With the victory of Sheikh Hasina’s Awami League a foregone conclusion, the big question is how India, China, Europe and the United States will be configured in relation to Bangladesh

In Bangladesh’s sham election, the only real contest is geopolitical
Sheikh Hasina meets Narendra Modi at the G20 meeting in New Delhi in September 2023. Amid US pressure on Bangladesh to hold a free and fair election, the Indian government has taken the lead in defending Hasina and her increasingly undemocratic administration. Photo: IMAGO / ZUMA Wire

On 7 January, Bangladesh's prime minister, Sheikh Hasina, is set to claim re-election in what some observers have called "staged polling", the opposition Bangladesh Nationalist Party (BNP) has termed a "dummy election" and The Economist has described as a "farce". Desperate to avoid a genuine democratic exercise, Hasina's government has preemptively removed its only real challenger from the field. More than twenty thousand BNP activists are behind bars, as are key BNP leaders, and the opposition party has decided to boycott the election rather than contest an unfair vote.

The farce is best explained with the facts. For the 300 directly elected seats in Bangladesh's parliament, the ruling Awami League has official nominees in 263 constituencies. In addition, it also has 269 party members standing as "independent" candidates, meaning there are two or sometimes even more Awami League candidates in many places – and that's not counting the candidates of other parties allied to the Awami League under the Moha-joth, or Grand Alliance.  

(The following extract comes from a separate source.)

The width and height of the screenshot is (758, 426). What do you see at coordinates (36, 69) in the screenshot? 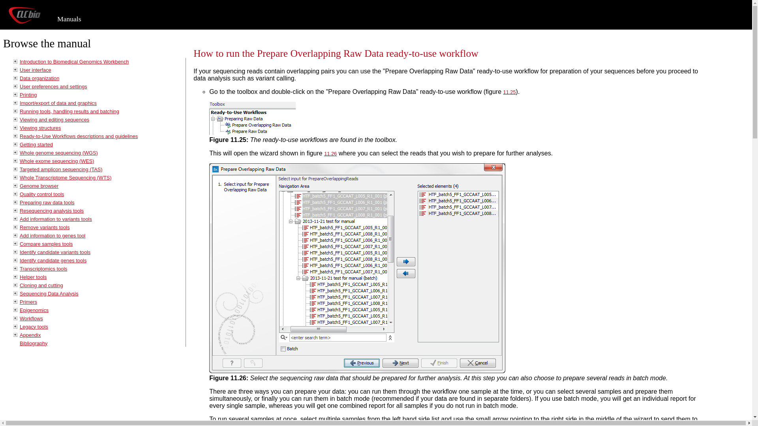
I see `User interface` at bounding box center [36, 69].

All these characterisations of the election have come weeks before the actual voting. Post-poll controversies about electoral integrity, malpractice and irregularities are nothing new in Bangladesh. But attracting so much censure before a single vote is cast is quite an exception. 

Led by the United States, some Western nations have been insisting that Bangladesh hold an inclusive and democratic election. In September, the US government announced that it was imposing visa restrictions on "Bangladeshi individuals responsible for, or complicit in, undermining the democratic election process in Bangladesh" – and there are fears of stronger sanctions to follow. The reason for such pressure was to avoid a repetition of Bangladesh's two last elections, both widely criticised as neither free nor fair. Both were held under the administration of the Awami League government after Hasina unilaterally abolished a constitutional provision that mandated the formation of a non-party caretaker government to oversee elections. This system, first tried successfully in 1991 as Bangladesh transitioned out of military rule, was written into the constitution in 1996 after Hasina, then in the opposition, herself mounted a two-year agitation demanding it. The amendment that abolished the caretaker system caused enormous controversy, and was never put to a referendum as required under the constitution at the time. Hasina, using her massive majority in parliament, also removed the referendum requirement for constitutional changes by the same amendment. She has been in power ever since.